November 5, 2001

A contrast of cultures

By DAVID YOUNT

War unexpectedly inspires poetry. Recall Kipling and Wilfred Owen. Walt Whitman celebrated the terrors of our own Civil War. But in the wake of Sept. 11, America's own poet laureate was unable to compress the national sense of outrage, fear and patriotism into verse that expresses our public faith.

No wonder: The nation's religious faith was fuzzy to begin with, benignly relying on God's special benevolence to us as a people, and on a sense of our own righteousness. Suddenly we were confronted with an evil that draws its justification from a religious faith that is rigorous. Overnight our trust in the innocence of human nature - never very high - was diminished.

The nation's publishers have been quick to respond to the national confusion. Philip Yancey's classic, "Where Is God When It Hurts?," was quickly reprinted and sold 770,000 copies virtually overnight. Churches were packed with people seeking solace. Newsmagazines attempted to answer the question, "Why do they hate us?" Pundits were not at a loss for words, some suggesting that we brought the conflict on ourselves by our political arrogance and cultural decadence. They were condemned as unpatriotic. Peace protesters, quoting Gandhi, Nelson Mandela and Martin Luther King, Jr. on nonviolence, were popularly dismissed as dreamers.

It is now apparent that Islamic fundamentalists have no particular grudge against other faiths. Rather, they consider Americans to be unfaithful to Christianity. Like puritans of all religions, Muslim extremists are strict constructionists. When they look at America they see a nation of churchgoers who worship Hollywood, fashion, gossip, games, diets and sexual license, and whose charity does not extend to the largely Islamic Third World.

In short, their complaint is not with Christianity but with secular humanism, the West's inheritance from the Age of Enlightenment, which gave us our political freedoms at the cost of displacing God to enshrine man as the measure of all things.

It is precisely because the American Dream of the good life has largely lost its religious roots that radical Islam feels justified in considering Americans infidels. Islamic fundamentalists feel under siege by the West's secular culture of permissiveness, which they find seductive, but ungodly and hypocritical. When they look at America they see a nation that glories not in God but in "Baywatch."

Equality, freedom and individualism are values America inherited not from the Age of Faith but from the Age of Reason. Islamic fundamentalism finds much of American culture to be offensive and individualism to be an affront to the Creator.

The focus of Islamic faith is obedience to God and holy law. A Muslim believer is faithful by virtue of submission to God's will. A good Muslim is one who keeps all the rules, whereas a good Christian is a sinner who yet believes and repents. The contrast of cultures is combustible. In the estimation of Islamic extremists, Americans are at liberty to indulge in permissiveness and sensuality, because they are certain to be forgiven.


§ **Exercise instructions**
Without the pictures, output the records below word for word.
=== Record set ===
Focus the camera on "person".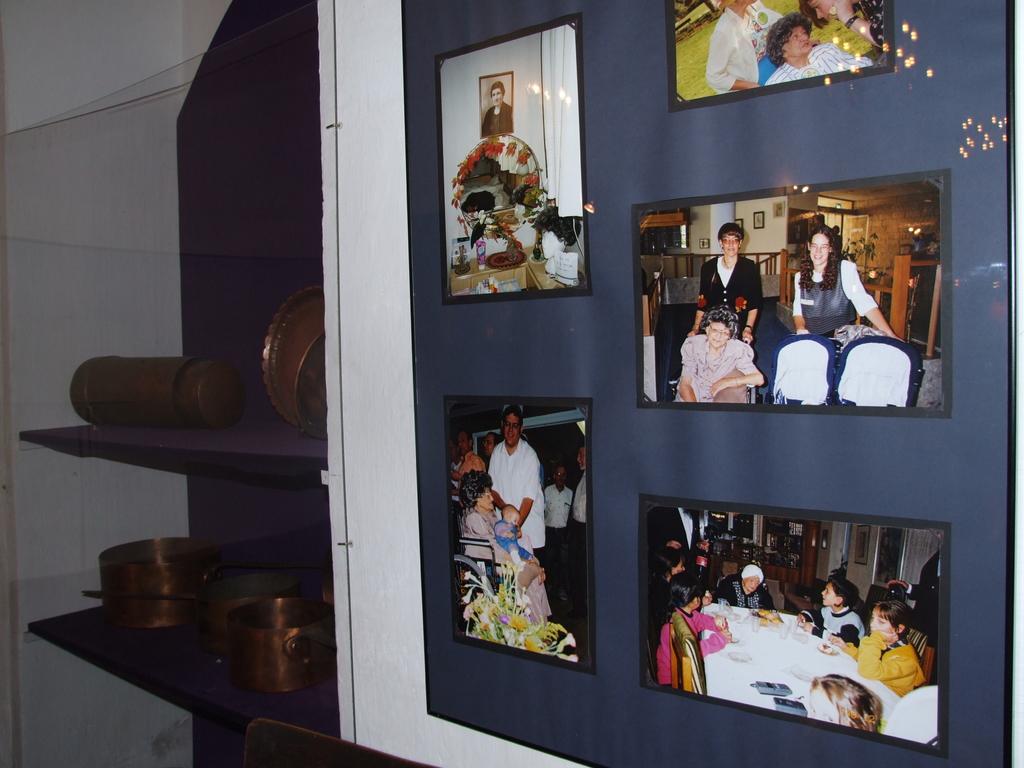
Focus region: (x1=481, y1=429, x2=492, y2=458).
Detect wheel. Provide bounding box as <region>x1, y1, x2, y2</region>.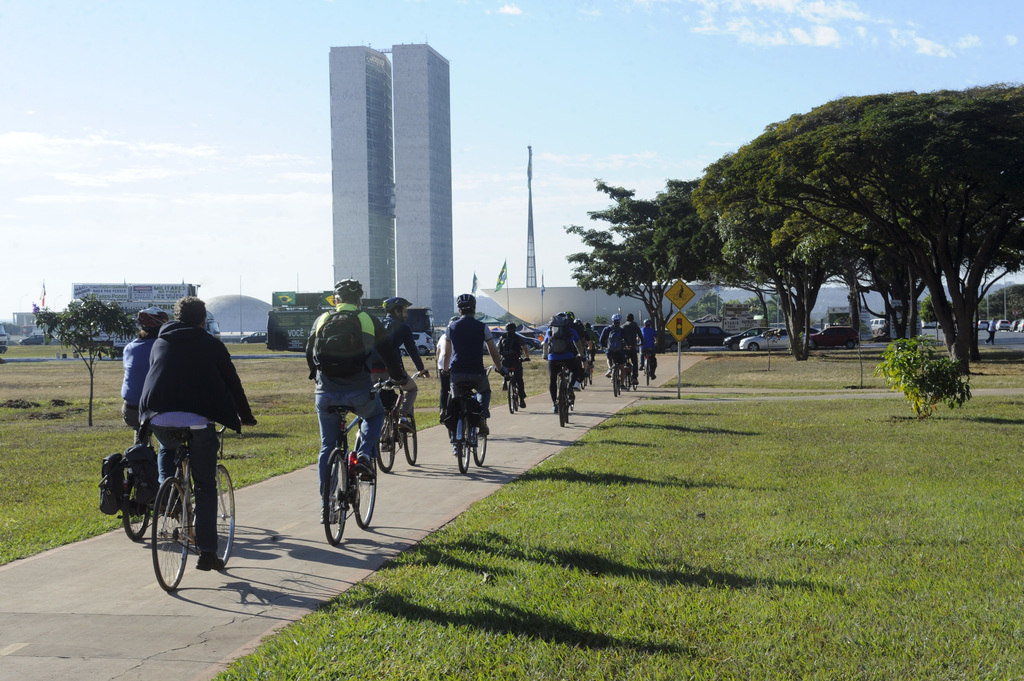
<region>504, 382, 516, 414</region>.
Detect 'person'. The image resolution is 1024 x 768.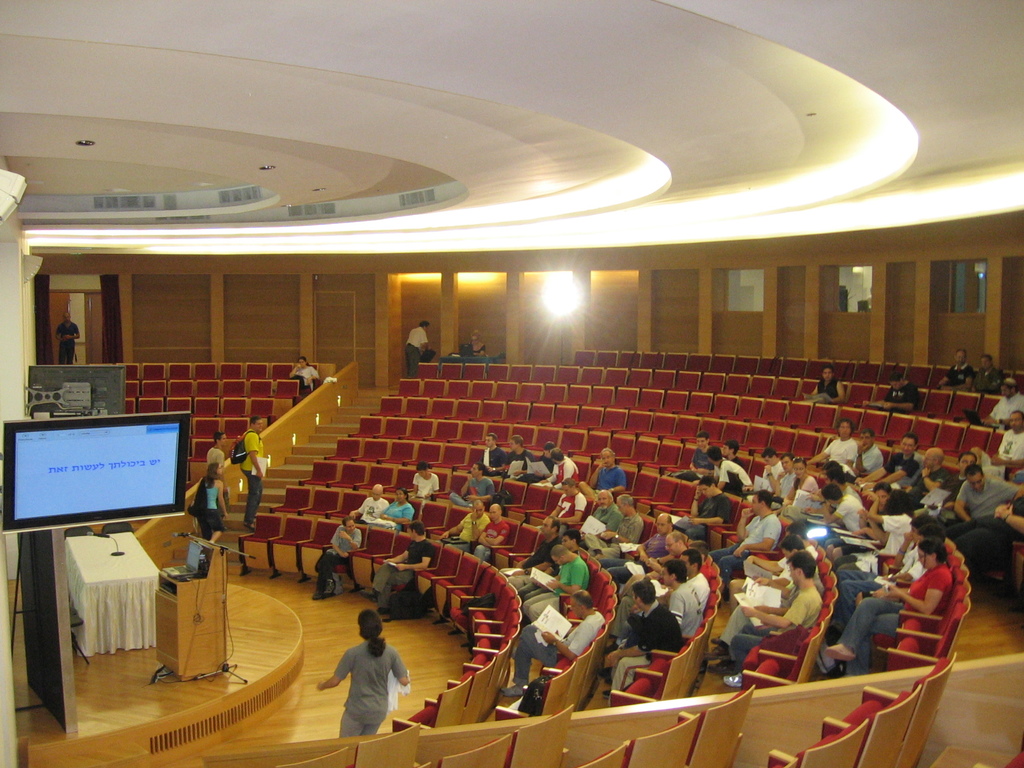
===
§ **Answer space**
Focus the camera on "person".
Focus region: (x1=481, y1=429, x2=492, y2=458).
Detect wheel. Provide bounding box as <region>x1, y1, x2, y2</region>.
<region>504, 382, 516, 414</region>.
Detect 'person'. The image resolution is 1024 x 768.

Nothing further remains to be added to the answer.